Restoration comedy is the name given to a particular type of witty sex comedy, associated with the reign of King Charles II of England but usually defined as the comedy written during the entire period 1660-1700. During the rule of Oliver Cromwell, the theatres had been closed, and they enjoyed a resurgence under the new reign.

Restoration comedy peaked twice. In the 1670s, the witty aristocratic comedies of John Dryden, William Wycherley, and George Etherege reflected the atmosphere at the new court and celebrated a lifestyle of unremitting sexual intrigue and conquest exemplified by such real-life Restoration rakes and courtiers as the Earl of Rochester. The second wave in the 1690s, with the "softer" comedies of William Congreve, and John Vanbrugh, reflected the social change and changing cultural perceptions of these tumultuous few decades. The playwrights of the 1690s set out to appeal to more socially mixed audiences without abandoning wit, for instance by moving the war between the sexes from the arena of intrigue into that of marriage. Public opinion was changing even faster than the comedy style, however.

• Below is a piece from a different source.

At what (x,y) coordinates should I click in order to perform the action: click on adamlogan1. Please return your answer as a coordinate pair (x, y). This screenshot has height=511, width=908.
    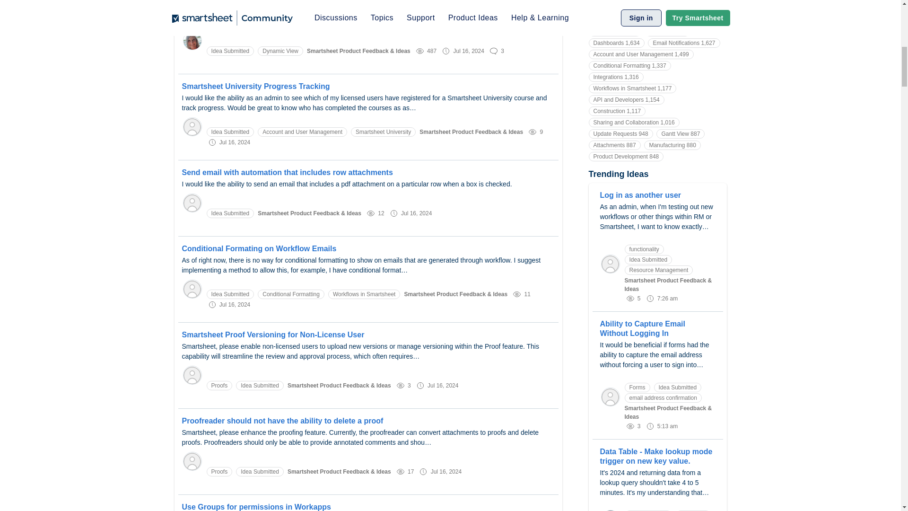
    Looking at the image, I should click on (192, 288).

When Jeremy Collier attacked Congreve and Vanbrugh in his well-known pamphlet Short View of the Immorality and Profaneness of the English Stage in 1698, audience tastes were already ahead of him, and the tolerance of respectable Londoners for Restoration comedy was running out. It would soon be replaced by a drama of sententious morality, and 18th-20th century literary critics' distaste for the sexual explicitness of Restoration comedy would keep it in a critical poison cupboard for nearly three centuries.